Something else that's invaluable to Anderson as an artist and musician that her city has given her is a rather unique and varied musical upbringing. Her music gets put into the 'indie-pop' category but is significantly more varied than the images that that term might conjure: of course there is pure pop, but also electronic elements, it gets funky at times and even features some more jazzy and loungey moments. Anderson attributes that diversity, at least in part, to where she was brought up.
"Specifically being from Detroit, the city's background is in so many different areas," she explains, "we had Motown, we're the birthplace of techno, birthplace of garage rock, there's so many genres that have burst out of this city, so naturally I just feel like I've always been around so many different types of music. So I never limit myself to one style of writing. The connector for me is my voice and my lyrical content, and it's all a great representation of who I am."

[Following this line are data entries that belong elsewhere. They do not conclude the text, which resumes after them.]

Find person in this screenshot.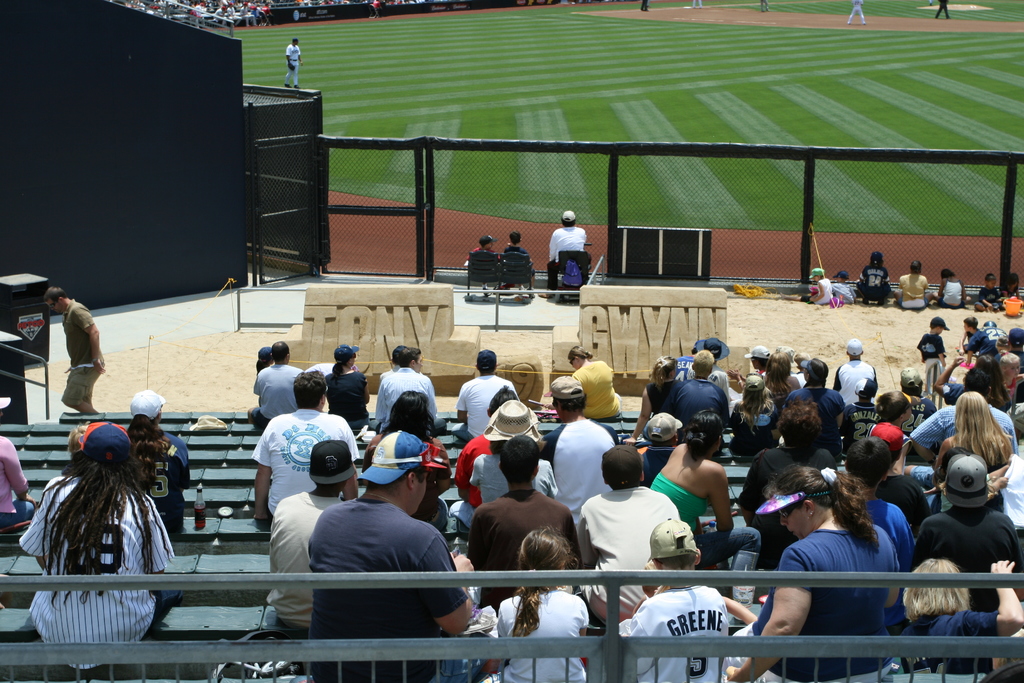
The bounding box for person is [539,210,589,298].
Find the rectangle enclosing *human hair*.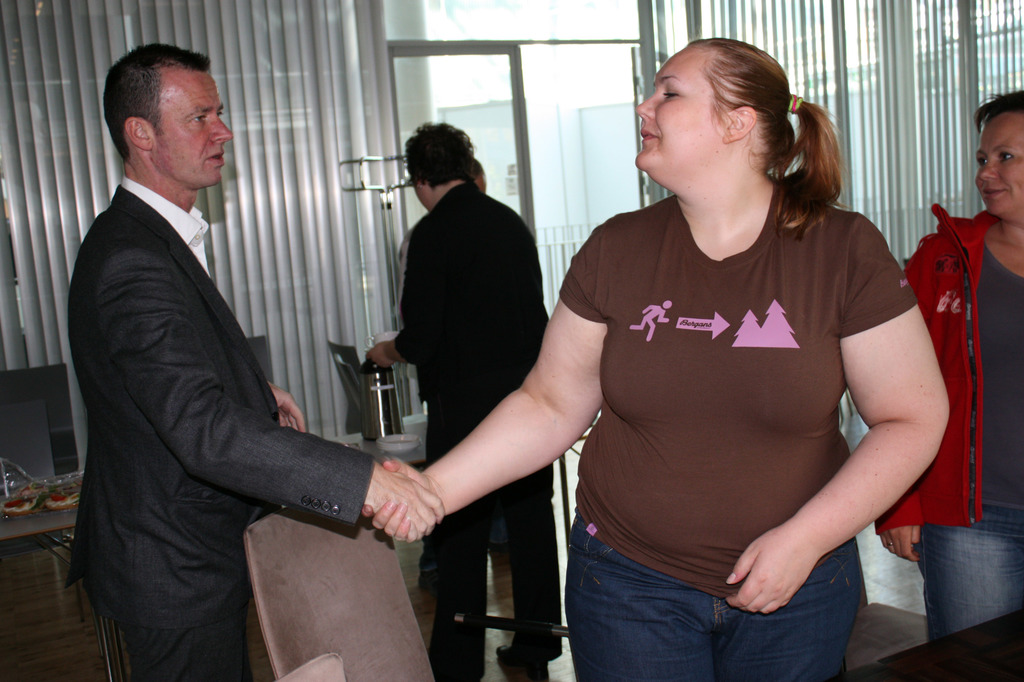
locate(397, 117, 483, 223).
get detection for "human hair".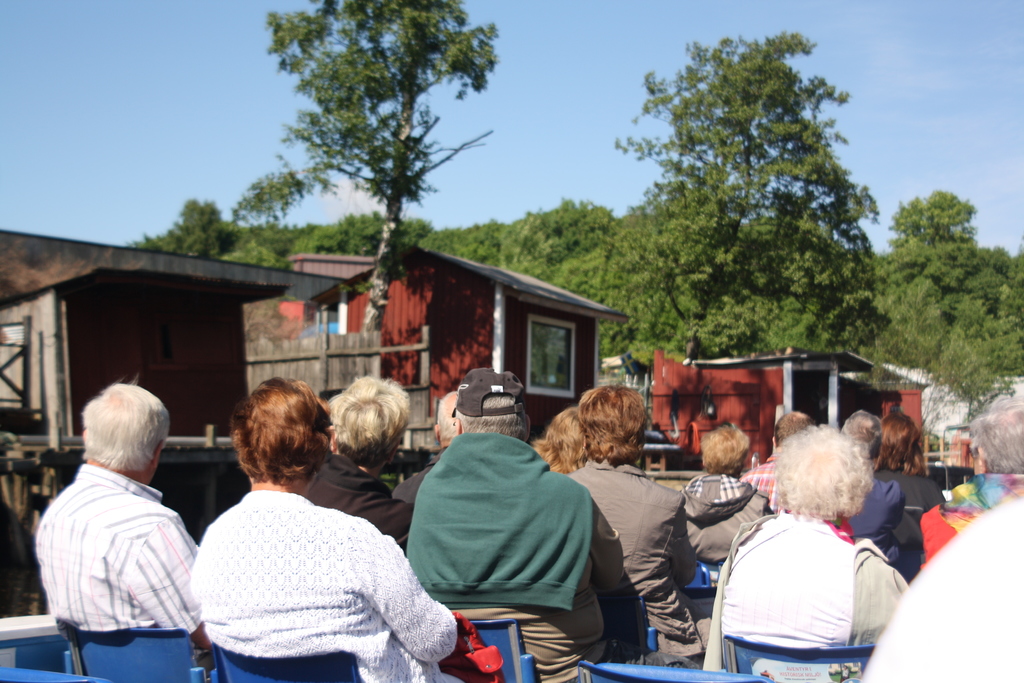
Detection: 771/422/876/525.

It comes across to best effect in her live show, and Aussie audiences will get to experience that for the first time ever over the New Year period when she comes out for a run of shows on the Falls Festival tour, plus a couple of smaller gigs in pubs in Melbourne and Sydney. "My live show is very intimate, very vulnerable, very honest, very energetic," she describes. "It's my place to expose my soul a little bit. I just want to connect with people and put myself out there as much as possible and have the people put themselves out there as well.
"My whole goal with performing is to have people feel vulnerable and comfortable with themselves."